This pataphysical journey up a mountain whose summit must be
inaccessible, but its base accessible to human beings depicts an
allegorical landscape akin to Alice in Wonderland
A beloved cult classic of surrealism, pataphysics and Gurdjieffian
mysticism, René Daumal's Mount Analogue is the allegorical tale of an
expedition to a mountain whose existence can only be deduced, not
observed. As its numerous editions (most now rare) over the decades
attest, the book has been highly influential: Alejandro Jodorowsky's
visionary 1973 film The Holy Mountain is a loose adaptation of the
book, and John Zorn based an eponymous album on it.
This edition, a gorgeous addition to the Exact Change list, brings the
original 1959 English translation by Roger Shattuck--widely considered
the best--back into print.
Left unfinished after Daumal's death from tuberculosis in 1944--in
mid-sentence, as he broke from writing to receive a visitor--Mount
Analogue offers a compelling and philosophically resonant chronicle of
a group of travelers seeking the titular mountain, based on the symbolic
calculations of one Father Sogol ("Logos" spelled backward) and his
students. As Daumal writes, "Mount Analogue is the symbolic
mountain--the way that unites Heaven and Earth, a way which must exist
in material and human form, otherwise our situation would be without
hope."
Translator Roger Shattuck, author of many volumes, is perhaps best known
for his important book The Banquet Years, a history of the
turn-of-the-century French avant-garde.
René Daumal (1908-44) was a literary prodigy in his teens,
publishing poetry that attracted the attention of André Breton and the
surrealists. Forging his own path instead of joining the group, he
co-created and edited the influential literary journal Le Grand Jeu
(1927-32), before turning his attentions to Eastern philosophy under the
influence of Gurdjieff and Alexandre de Salzmann (model for the
character Father Sogol in Mount Analogue). His early death from
tuberculosis in 1944 left his masterpiece, Mount Analogue, unfinished;
nonetheless it became his best-loved and most famous work.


## How to complete this task
Below are some records. Retype exactly the lines from the one containing "Identify the location" through the one containing "In order to", both included, skipping every picture.

╭─ Records for the task

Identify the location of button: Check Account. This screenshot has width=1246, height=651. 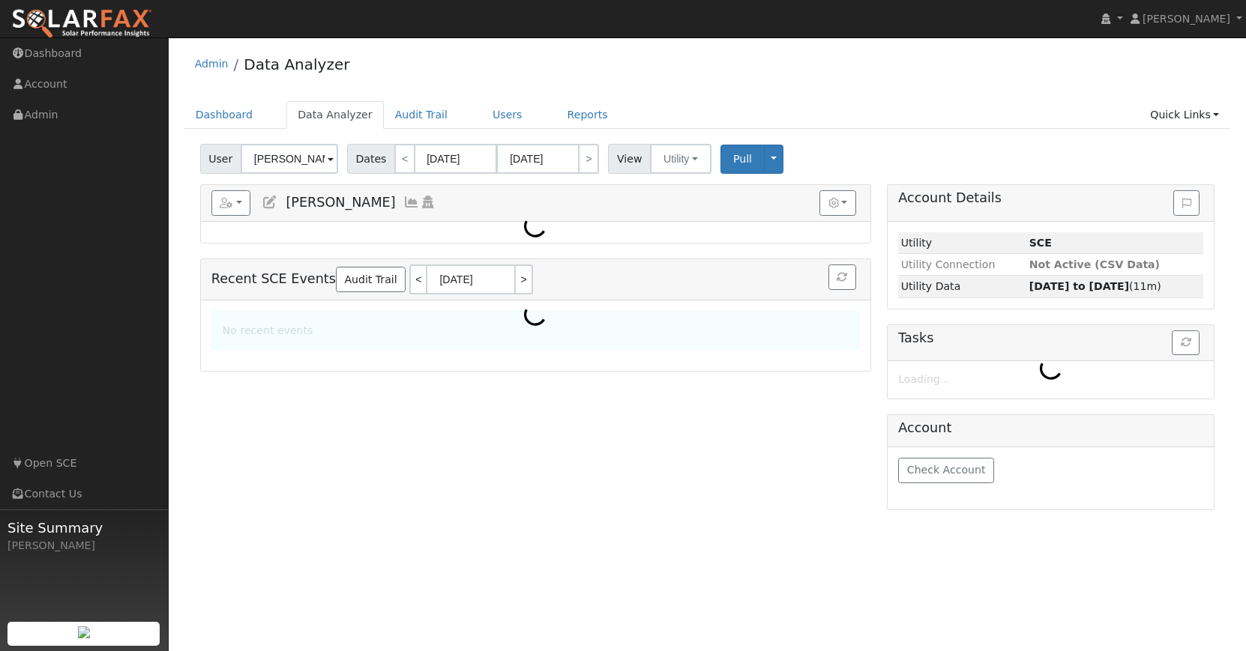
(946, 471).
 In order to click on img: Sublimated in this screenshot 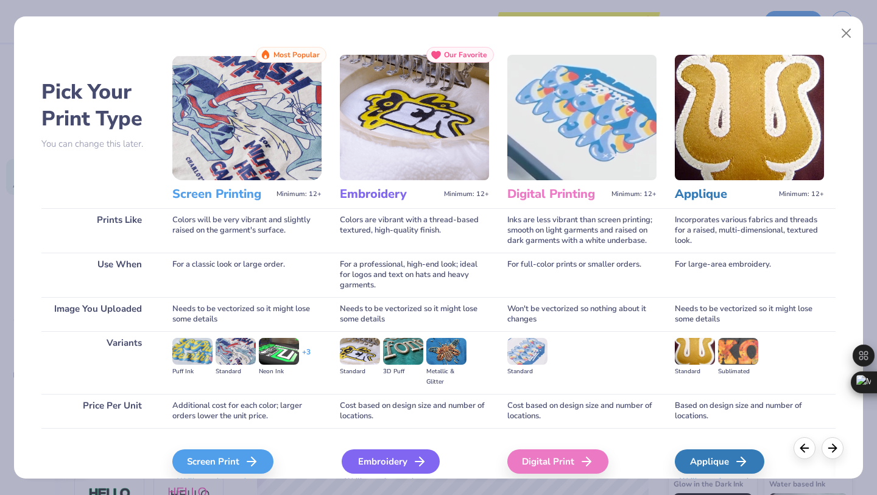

╰─
╭─ Records for the task

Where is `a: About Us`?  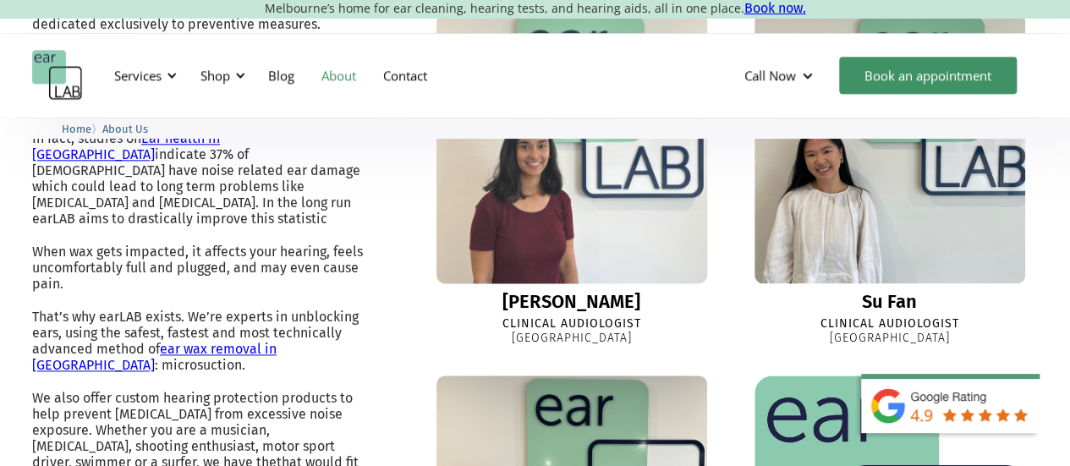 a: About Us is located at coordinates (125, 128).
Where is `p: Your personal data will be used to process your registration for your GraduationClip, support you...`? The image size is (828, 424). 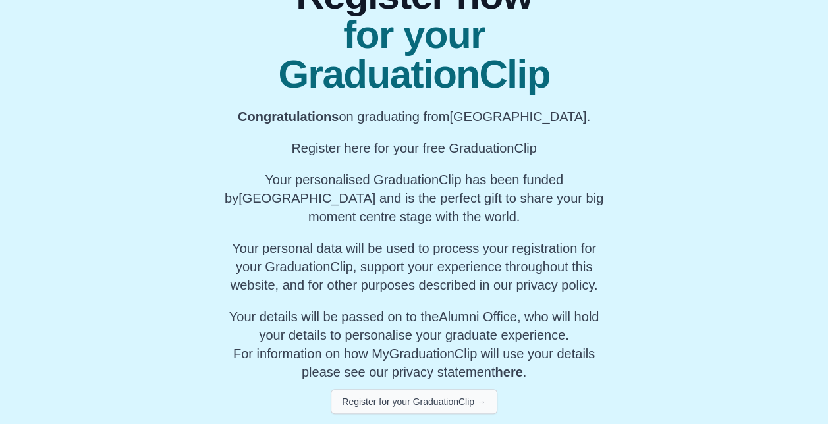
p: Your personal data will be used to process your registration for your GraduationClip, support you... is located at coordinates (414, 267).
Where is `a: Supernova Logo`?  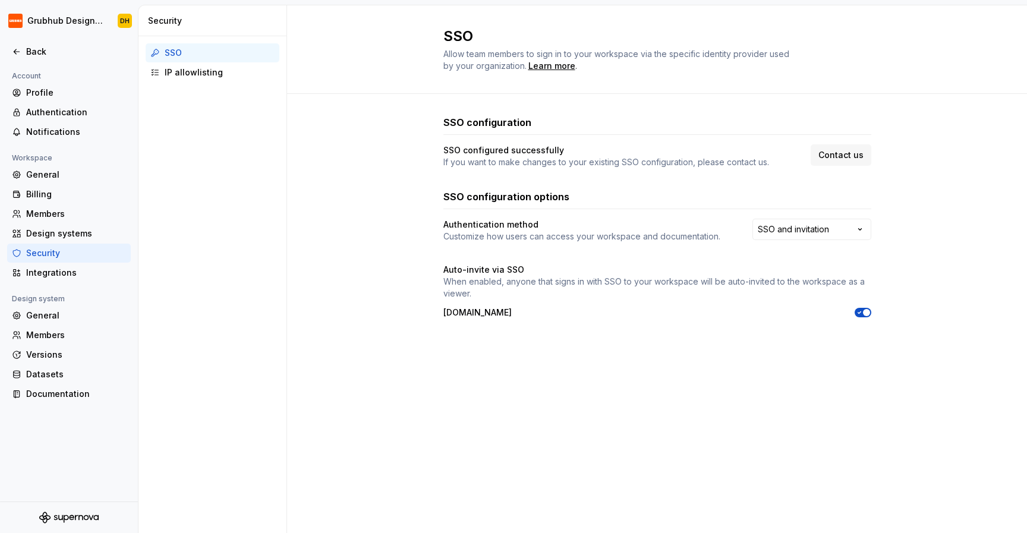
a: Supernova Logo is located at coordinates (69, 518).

╰─

## Task result
Identify the location of button: Check Account. This screenshot has width=1246, height=651. 
(946, 471).
 In order to click on img: Sublimated in this screenshot 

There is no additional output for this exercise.